Journalist Anderson Cooper criticized Donald Trump for comments about dyslexia that the U.S. president made to attack an opponent.
Journalist Anderson Cooper strongly criticized the comments Donald Trump made about dyslexia to attack California governor Gavin Newson.
The U.S. president mocked Newson, who was diagnosed with dyslexia at age 5 and has always spoken openly about how dealing with the condition shaped his life path.
While closing a cabinet meeting last week, Trump, 79, stated: “I don’t want a person with a mental disability to be my president,” referring to Newson, a potential candidate for the U.S. presidency.

During the program “Anderson Cooper 360”, the CNN host spoke about his own childhood diagnosis of dyslexia and strongly condemned Trump’s remarks.
“With everything happening because of the war in Iran, President Trump still found time today to insult millions of Americans, both adults and schoolchildren, who have had or have reading difficulties,” Cooper said. “To be clear, I am one of them. I had a mild form of dyslexia as a child.”
Cooper noted that the president often uses dyslexia to suggest that Newson is not capable of holding the office of president, and he was blunt in his criticism, saying that “the president shows his own ignorance by claiming that people with dyslexia are somehow stupid.”
“If the president actually read books or anything about the subject, he would know that,” the journalist added.
“There were many ways in which the president could have chosen to attack a political opponent,” he concluded. “Doing so by stigmatizing millions of children with learning difficulties seems to be the cruelest.”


Exact copies of the records below are needed, free of pictures.

[Opening Record set section]

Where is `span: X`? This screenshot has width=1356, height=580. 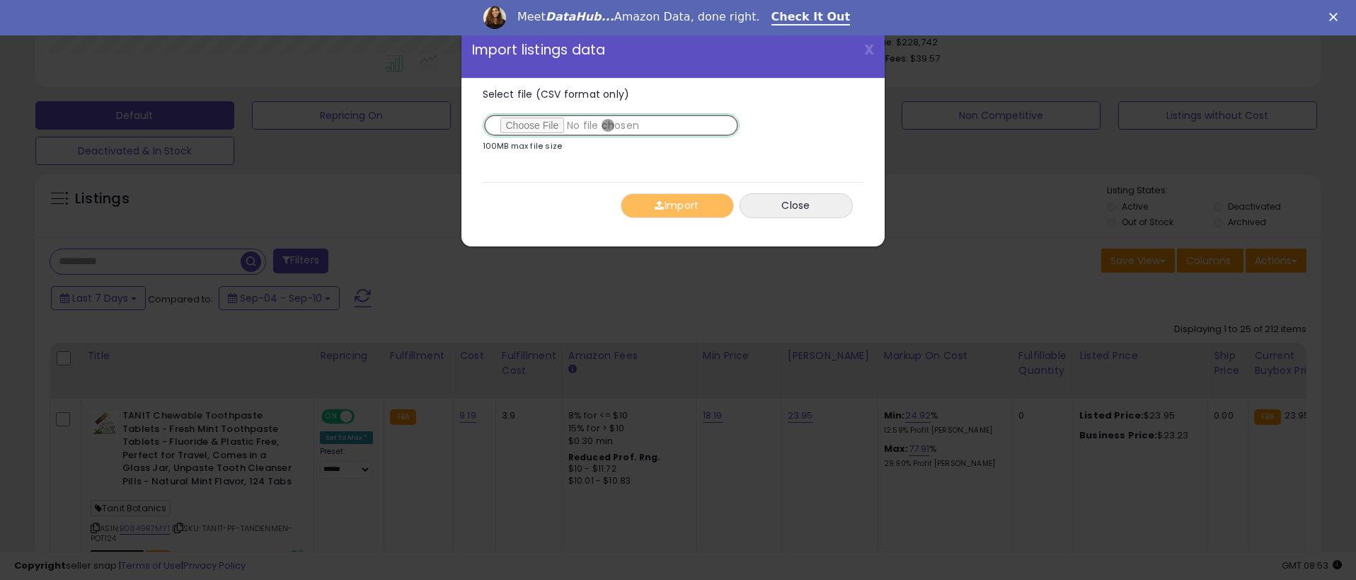
span: X is located at coordinates (869, 50).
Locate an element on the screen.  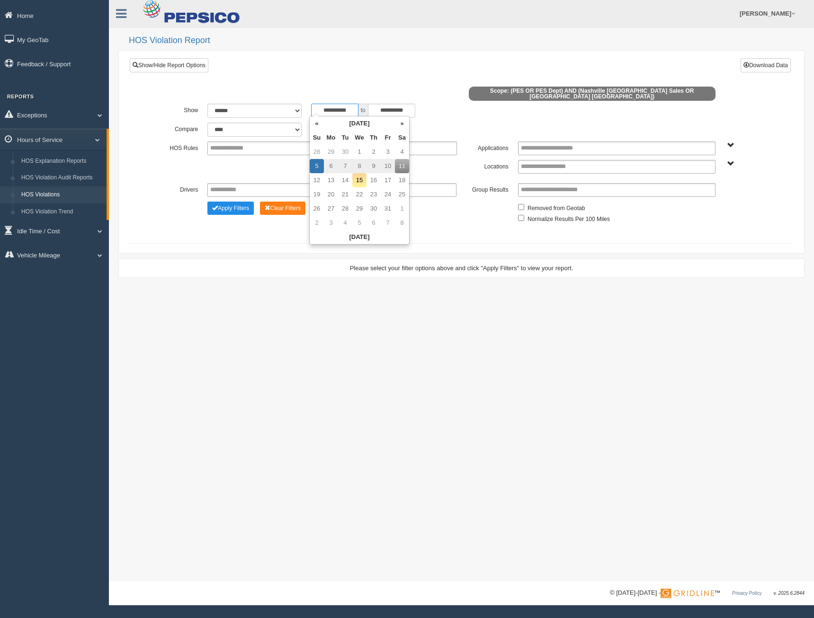
img: Gridline is located at coordinates (687, 593).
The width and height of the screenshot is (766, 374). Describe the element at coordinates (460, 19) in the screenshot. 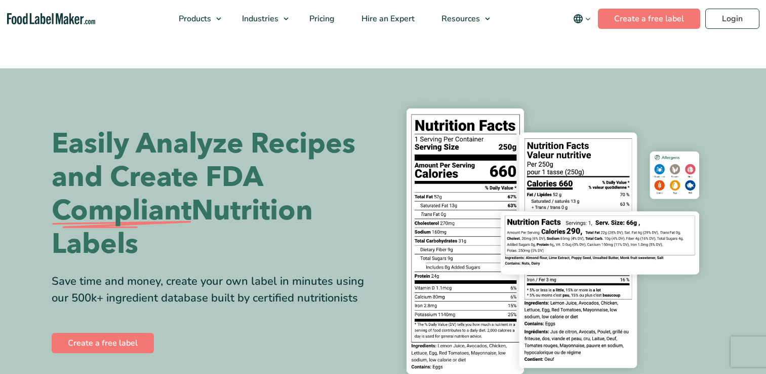

I see `span: Resources` at that location.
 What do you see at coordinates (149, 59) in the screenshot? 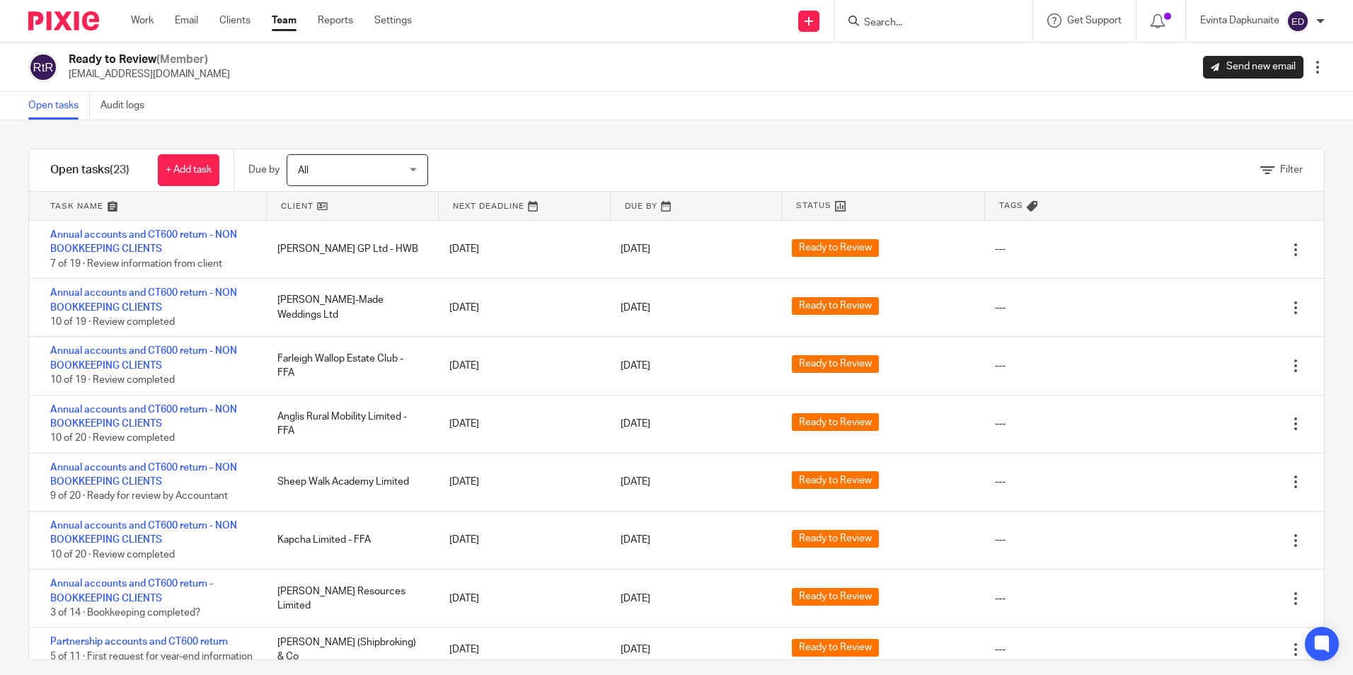
I see `h2: Ready to Review` at bounding box center [149, 59].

[Closing Record set section]

Task answer >>
Where is `span: X`? This screenshot has width=1356, height=580. 
span: X is located at coordinates (869, 50).
Locate an element on the screen.  
img: Gridline is located at coordinates (687, 593).
The width and height of the screenshot is (766, 374). Describe the element at coordinates (460, 19) in the screenshot. 

I see `span: Resources` at that location.
 What do you see at coordinates (149, 59) in the screenshot? 
I see `h2: Ready to Review` at bounding box center [149, 59].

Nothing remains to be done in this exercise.